PKU pathway block: A person with phenylketonuria cannot carry out which normal step in phenylalanine metabolism?

Difficulty: Easy

Correct Answer: Phenylalanine to tyrosine

Explanation:


Introduction / Context:
Classical phenylketonuria (PKU) results from deficiency of phenylalanine hydroxylase or its cofactor tetrahydrobiopterin, blocking the hydroxylation of phenylalanine to tyrosine. Recognizing the precise blocked step is vital for understanding dietary therapy and the biochemical basis of newborn screening programs.


Given Data / Assumptions:

  • Phenylalanine hydroxylase normally produces tyrosine from phenylalanine.
  • In PKU, this conversion is impaired, elevating phenylalanine.
  • Alternative metabolites (phenylpyruvate, phenyllactate, phenylacetate) accumulate.


Concept / Approach:
Identify the specific enzyme-catalyzed step that fails. The phenylalanine → tyrosine reaction is the first and key step of phenylalanine catabolism toward fumarate and acetoacetate. Other pairings in the options are not physiological conversions or refer to later steps not directly blocked by PAH deficiency.


Step-by-Step Solution:

Locate the normal pathway: phenylalanine → tyrosine → p-hydroxyphenylpyruvate → homogentisate → maleylacetoacetate → fumarylacetoacetate → fumarate + acetoacetate.Recognize the PKU block at the first step.Predict accumulation of phenylalanine and appearance of phenylketones.Select the blocked conversion accordingly.
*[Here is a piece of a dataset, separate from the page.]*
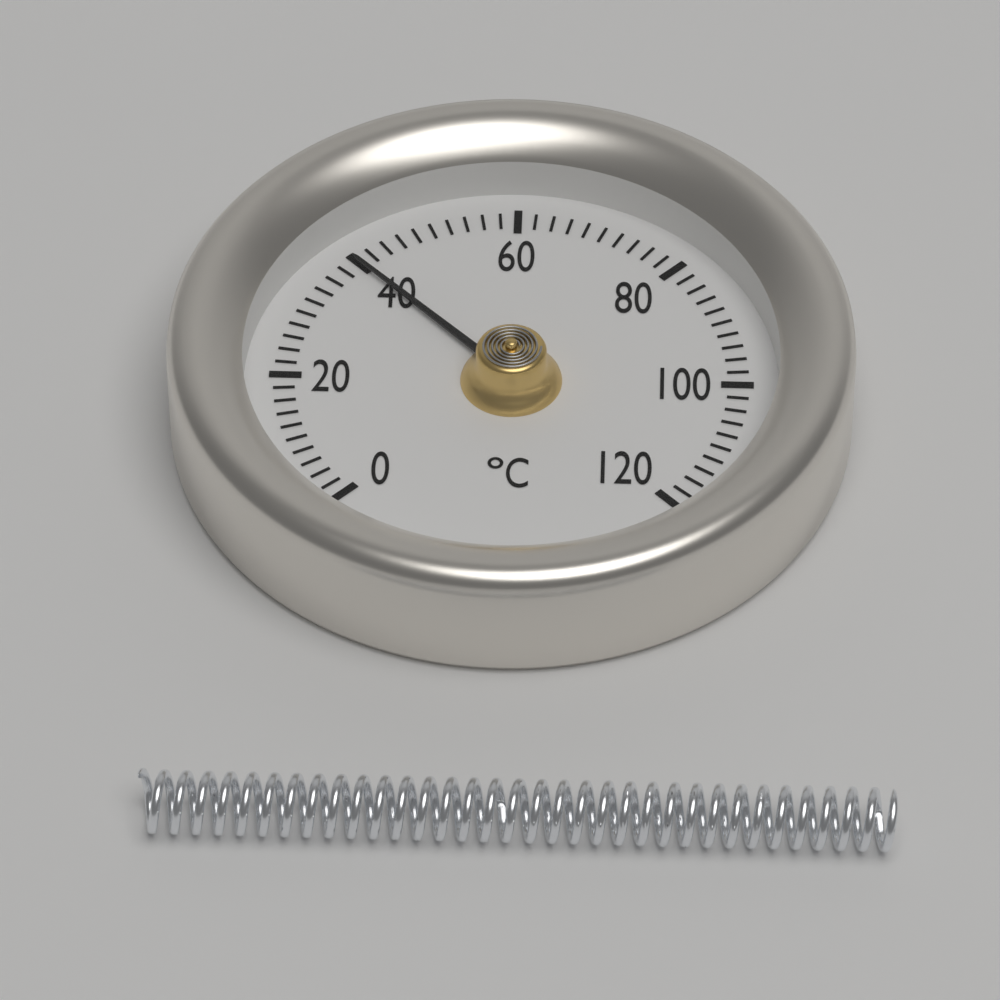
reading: 40 °C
Verification / Alternative check:
Elevated blood phenylalanine with low/normal tyrosine in newborn screening confirms the impaired phenylalanine → tyrosine step; dietary therapy reduces phenylalanine load and supplies tyrosine as a semiessential amino acid in PKU.


Why Other Options Are Wrong:

  • Phenylalanine to isoleucine/lysine: not a metabolic conversion.
  • Phenol into ketones: not relevant to amino acid catabolism.
  • Tyrosine to fumarate: occurs downstream, not the defining PKU block.


Common Pitfalls:
Assuming PKU blocks later aromatic steps; the defect is at the very first hydroxylation reaction.